May 9, 2024

Kenny Moore, Marathoner and Track Writer, Dies at 78

“But I’ve never … I’m shy, I get embarrassed,” Mr. Moore, who wrote about the experience in Sports Illustrated, recalled telling Mr. Towne. “I became a writer so I wouldn’t have to talk.”

“You’re an athlete,” Mr. Towne said. “And the character is easily embarrassed.”

In his review, Vincent Canby of The New York Times wrote that Mr. Moore was “the biggest surprise” — “relaxed, charming, low-keyed and self-assured.”

After leaving Sports Illustrated in 1995, Mr. Moore collaborated with Mr. Towne on the screenplay for “Without Limits” (1998), about the brash Oregon runner Steve Prefontaine, who held seven American distance records at his death in a car accident in 1975. He and Mr. Moore had been close friends.

In addition to his brother, Mr. Moore is survived by his wife, Connie Johnston Moore.
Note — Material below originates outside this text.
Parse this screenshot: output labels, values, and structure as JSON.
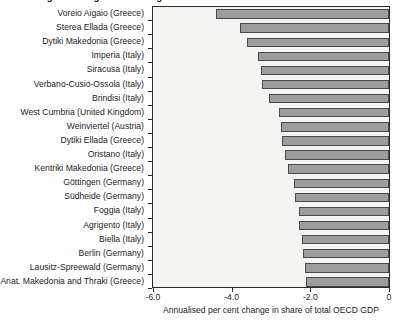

His first marriage, to Roberta Conlan, ended in divorce.

Starting in the mid-1990s, Mr. Moore helped lead a human rights campaign to publicize the plight of Mr. Wolde, a former Army captain who was accused of killing a boy during the reign of terror in Ethiopia that followed the overthrow of Emperor Haile Selassie in 1974.

Mr. Wolde proclaimed his innocence in a case that was finally decided in 2002 when a judge convicted him of a lesser charge and sentenced him to six years in prison, then freed him because he had already served nine.

Mr. Moore recalled in a Runner’s World article in 2018 that he spoke by telephone with Mr. Wolde soon after his release.

“How’s your health?” Mr. Moore asked.

“Hey,” said Mr. Wolde, who died a few months later, “give me a couple of months to recuperate and I’ll race you anywhere you want, any distance you want!”